CIRCULATE
(2019) Acrylic tube, yarn, metal hardware, wood, epoxy resin
CIRCULATE
(2019) Acrylic tube, yarn, metal hardware, wood, epoxy resin
CIRCULATE
(2019) Acrylic tube, yarn, metal hardware, wood, epoxy resin
CIRCULATE
(2019) Acrylic tube, yarn, metal hardware, wood, epoxy resin
CIRCULATE
(2019) Acrylic tube, yarn, metal hardware, wood, epoxy resin
CIRCULATE
(2019) Acrylic tube, yarn, metal hardware, wood, epoxy resin
CIRCULATE
(2019) Acrylic tube, yarn, metal hardware, wood, epoxy resin
CIRCULATE
(2019) Acrylic tube, yarn, metal hardware, wood, epoxy resin
CIRCULATE
(2019) Acrylic tube, yarn, metal hardware, wood, epoxy resin
CIRCULATE
(2019) Acrylic tube, yarn, metal hardware, wood, epoxy resin
CIRCULATE
(2019) Acrylic tube, yarn, metal hardware, wood, epoxy resin
CIRCULATE
(2019) Acrylic tube, yarn, metal hardware, wood, epoxy resin
CIRCULATE
(2019) Acrylic tube, yarn, metal hardware, wood, epoxy resin
CIRCULATE
(2019) Acrylic tube, yarn, metal hardware, wood, epoxy resin
CIRCULATE
(2019) Acrylic tube, yarn, metal hardware, wood, epoxy resin
WHERE THE LAND IS GENTLE
(2026) Found elk vertebrae, artificial lavender, thread, soil, landscape colored print, and acrylic display case with wooden base.

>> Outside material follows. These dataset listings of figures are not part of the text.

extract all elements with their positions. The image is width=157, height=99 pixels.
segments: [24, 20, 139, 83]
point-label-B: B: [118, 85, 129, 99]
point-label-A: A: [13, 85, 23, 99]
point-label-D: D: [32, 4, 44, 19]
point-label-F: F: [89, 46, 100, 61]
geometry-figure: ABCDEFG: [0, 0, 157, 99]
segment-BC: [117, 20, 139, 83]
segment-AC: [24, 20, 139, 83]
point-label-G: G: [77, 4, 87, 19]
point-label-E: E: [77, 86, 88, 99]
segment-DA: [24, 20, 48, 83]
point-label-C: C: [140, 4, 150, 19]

In 2021, my grandmother entered the final stages of lymphoma. My mother and I cared for her through hospice, tending to her in the slow, intimate decline. In her final days, she told us her last wish: to be cremated and returned to the land where she was born and raised in San Luis, Colorado. A few months after her passing, we traveled there to honor that request.
The land has been in our family for generations. She and her siblings grew up modestly there; bathing in the river, farming the soil, living directly from what the land provided. Though I had never visited before, returning her there felt instinctively right. We buried her ashes beside a stream and planted a lavender bush above her. Her sister had passed just two weeks earlier; their ashes were mixed together in the soil. What could have been a heavy farewell became something unexpectedly beautiful. Walking barefoot into the ice-cold stream, I felt a jolt run through my body and imagined her doing the same as a child. In that moment, grief felt less like loss and more like return. I felt like I belonged.

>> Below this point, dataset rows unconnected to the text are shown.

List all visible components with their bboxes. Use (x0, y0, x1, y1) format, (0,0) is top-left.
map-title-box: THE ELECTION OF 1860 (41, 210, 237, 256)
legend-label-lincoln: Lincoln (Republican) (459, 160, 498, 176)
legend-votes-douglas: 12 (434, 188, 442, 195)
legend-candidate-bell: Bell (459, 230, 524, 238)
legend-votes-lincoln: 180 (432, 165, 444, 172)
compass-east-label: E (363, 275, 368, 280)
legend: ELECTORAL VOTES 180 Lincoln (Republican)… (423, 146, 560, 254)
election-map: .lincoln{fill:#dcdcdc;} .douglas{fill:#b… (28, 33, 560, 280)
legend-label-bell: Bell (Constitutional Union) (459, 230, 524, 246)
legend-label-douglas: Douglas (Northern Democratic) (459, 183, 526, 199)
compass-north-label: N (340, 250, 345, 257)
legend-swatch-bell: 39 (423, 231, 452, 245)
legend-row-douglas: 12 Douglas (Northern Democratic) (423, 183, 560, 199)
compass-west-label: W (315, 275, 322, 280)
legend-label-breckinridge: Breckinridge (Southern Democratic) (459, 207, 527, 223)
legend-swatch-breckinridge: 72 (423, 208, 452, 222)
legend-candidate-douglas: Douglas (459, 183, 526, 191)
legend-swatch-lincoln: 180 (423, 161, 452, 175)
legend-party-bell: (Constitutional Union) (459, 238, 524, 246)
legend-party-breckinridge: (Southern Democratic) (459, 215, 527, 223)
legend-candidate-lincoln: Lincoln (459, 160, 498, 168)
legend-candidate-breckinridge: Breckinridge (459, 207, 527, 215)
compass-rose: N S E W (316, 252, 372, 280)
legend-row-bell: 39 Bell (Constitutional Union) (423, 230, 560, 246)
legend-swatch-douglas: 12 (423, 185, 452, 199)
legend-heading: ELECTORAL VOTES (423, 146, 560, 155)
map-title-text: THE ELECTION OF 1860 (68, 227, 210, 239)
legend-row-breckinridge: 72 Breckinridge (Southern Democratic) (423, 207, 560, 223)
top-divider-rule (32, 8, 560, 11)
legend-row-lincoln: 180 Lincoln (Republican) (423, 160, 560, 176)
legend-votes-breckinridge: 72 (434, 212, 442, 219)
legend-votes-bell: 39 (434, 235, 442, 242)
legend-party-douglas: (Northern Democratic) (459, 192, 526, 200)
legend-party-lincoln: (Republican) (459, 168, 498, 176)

On that land, a cousin showed me a sun-dried elk spine found nearby, and told me I could keep it. I brought it home with me. It now serves as a physical reminder of the land that raised her. The spine becomes both relic and symbol: she was the backbone of our family, and that land was the backbone of her life.

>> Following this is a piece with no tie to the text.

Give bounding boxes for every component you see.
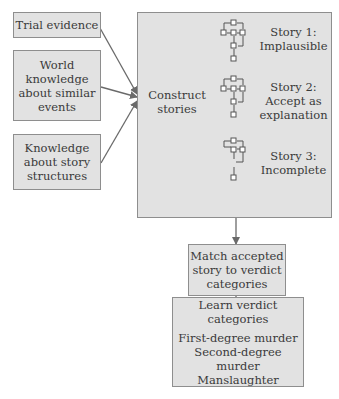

Lavender rises from the vertebrae, in homage to the lavender planted at her burial site. Threaded roots extend downward, resembling spinal nerves embedding into soil. Lavender has long been used to calm anxiety and soothe the nervous system. My grandmother battled depression throughout her life. In this piece, the bloom emerges directly from the spine, the very structure that houses the nervous system, suggesting rest where there was once unrest, and gentleness where there was once strain.
This work reflects on belonging as something embodied and enduring: how bodies return to earth, how land holds memory, and how the atoms that once formed a life continue in new forms. The backdrop is a photograph I took of the land in San Luis, grounding the piece in its origin. The same soil that grew her now holds her.